Data shown START

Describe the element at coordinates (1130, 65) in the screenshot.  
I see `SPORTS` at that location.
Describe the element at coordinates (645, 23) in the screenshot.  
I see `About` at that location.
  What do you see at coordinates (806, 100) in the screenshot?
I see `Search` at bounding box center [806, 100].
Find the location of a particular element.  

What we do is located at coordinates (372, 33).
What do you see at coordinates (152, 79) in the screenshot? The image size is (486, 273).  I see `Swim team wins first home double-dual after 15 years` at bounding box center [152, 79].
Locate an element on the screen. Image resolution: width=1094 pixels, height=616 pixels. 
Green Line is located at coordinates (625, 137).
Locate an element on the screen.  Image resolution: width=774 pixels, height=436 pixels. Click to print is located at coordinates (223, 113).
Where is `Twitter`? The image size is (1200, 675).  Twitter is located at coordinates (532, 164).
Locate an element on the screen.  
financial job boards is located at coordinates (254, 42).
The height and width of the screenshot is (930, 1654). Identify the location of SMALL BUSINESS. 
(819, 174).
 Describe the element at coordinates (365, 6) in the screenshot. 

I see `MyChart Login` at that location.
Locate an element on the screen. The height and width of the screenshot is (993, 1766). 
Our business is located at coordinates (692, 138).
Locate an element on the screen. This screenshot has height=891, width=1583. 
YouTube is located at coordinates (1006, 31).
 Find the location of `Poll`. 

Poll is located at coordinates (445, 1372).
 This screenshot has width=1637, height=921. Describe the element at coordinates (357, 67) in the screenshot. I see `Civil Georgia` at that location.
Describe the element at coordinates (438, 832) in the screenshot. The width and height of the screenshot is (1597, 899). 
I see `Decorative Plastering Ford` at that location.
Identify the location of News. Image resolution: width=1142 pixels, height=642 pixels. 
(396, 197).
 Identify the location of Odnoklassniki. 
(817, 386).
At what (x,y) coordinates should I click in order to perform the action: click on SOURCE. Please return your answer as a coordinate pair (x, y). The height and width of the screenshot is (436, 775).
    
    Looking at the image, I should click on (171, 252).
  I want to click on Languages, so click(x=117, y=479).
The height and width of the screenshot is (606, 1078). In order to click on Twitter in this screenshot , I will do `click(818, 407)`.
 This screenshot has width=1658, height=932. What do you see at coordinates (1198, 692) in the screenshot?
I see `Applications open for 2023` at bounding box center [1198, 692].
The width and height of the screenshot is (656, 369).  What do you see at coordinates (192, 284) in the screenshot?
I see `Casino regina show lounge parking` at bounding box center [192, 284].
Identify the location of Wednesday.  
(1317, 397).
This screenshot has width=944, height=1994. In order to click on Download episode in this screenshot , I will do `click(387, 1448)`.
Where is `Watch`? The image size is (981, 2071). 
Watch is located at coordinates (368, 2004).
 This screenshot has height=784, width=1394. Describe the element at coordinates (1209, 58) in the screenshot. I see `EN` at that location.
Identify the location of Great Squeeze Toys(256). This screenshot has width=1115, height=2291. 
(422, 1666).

Data shown END

Description of the task:
Retype the material in full. Each word must match.

Task output:
Describe the element at coordinates (1130, 65) in the screenshot.  
I see `SPORTS` at that location.
Describe the element at coordinates (645, 23) in the screenshot.  
I see `About` at that location.
  What do you see at coordinates (806, 100) in the screenshot?
I see `Search` at bounding box center [806, 100].
Find the location of a particular element.  

What we do is located at coordinates (372, 33).
What do you see at coordinates (152, 79) in the screenshot? The image size is (486, 273).  I see `Swim team wins first home double-dual after 15 years` at bounding box center [152, 79].
Locate an element on the screen. Image resolution: width=1094 pixels, height=616 pixels. 
Green Line is located at coordinates (625, 137).
Locate an element on the screen.  Image resolution: width=774 pixels, height=436 pixels. Click to print is located at coordinates (223, 113).
Where is `Twitter`? The image size is (1200, 675).  Twitter is located at coordinates (532, 164).
Locate an element on the screen.  
financial job boards is located at coordinates (254, 42).
The height and width of the screenshot is (930, 1654). Identify the location of SMALL BUSINESS. 
(819, 174).
 Describe the element at coordinates (365, 6) in the screenshot. 

I see `MyChart Login` at that location.
Locate an element on the screen. The height and width of the screenshot is (993, 1766). 
Our business is located at coordinates (692, 138).
Locate an element on the screen. This screenshot has height=891, width=1583. 
YouTube is located at coordinates (1006, 31).
 Find the location of `Poll`. 

Poll is located at coordinates (445, 1372).
 This screenshot has width=1637, height=921. Describe the element at coordinates (357, 67) in the screenshot. I see `Civil Georgia` at that location.
Describe the element at coordinates (438, 832) in the screenshot. The width and height of the screenshot is (1597, 899). 
I see `Decorative Plastering Ford` at that location.
Identify the location of News. Image resolution: width=1142 pixels, height=642 pixels. 
(396, 197).
 Identify the location of Odnoklassniki. 
(817, 386).
At what (x,y) coordinates should I click in order to perform the action: click on SOURCE. Please return your answer as a coordinate pair (x, y). The height and width of the screenshot is (436, 775).
    
    Looking at the image, I should click on (171, 252).
  I want to click on Languages, so click(x=117, y=479).
The height and width of the screenshot is (606, 1078). In order to click on Twitter in this screenshot , I will do `click(818, 407)`.
 This screenshot has width=1658, height=932. What do you see at coordinates (1198, 692) in the screenshot?
I see `Applications open for 2023` at bounding box center [1198, 692].
The width and height of the screenshot is (656, 369).  What do you see at coordinates (192, 284) in the screenshot?
I see `Casino regina show lounge parking` at bounding box center [192, 284].
Identify the location of Wednesday.  
(1317, 397).
This screenshot has width=944, height=1994. In order to click on Download episode in this screenshot , I will do `click(387, 1448)`.
Where is `Watch`? The image size is (981, 2071). 
Watch is located at coordinates (368, 2004).
 This screenshot has height=784, width=1394. Describe the element at coordinates (1209, 58) in the screenshot. I see `EN` at that location.
Identify the location of Great Squeeze Toys(256). This screenshot has width=1115, height=2291. 
(422, 1666).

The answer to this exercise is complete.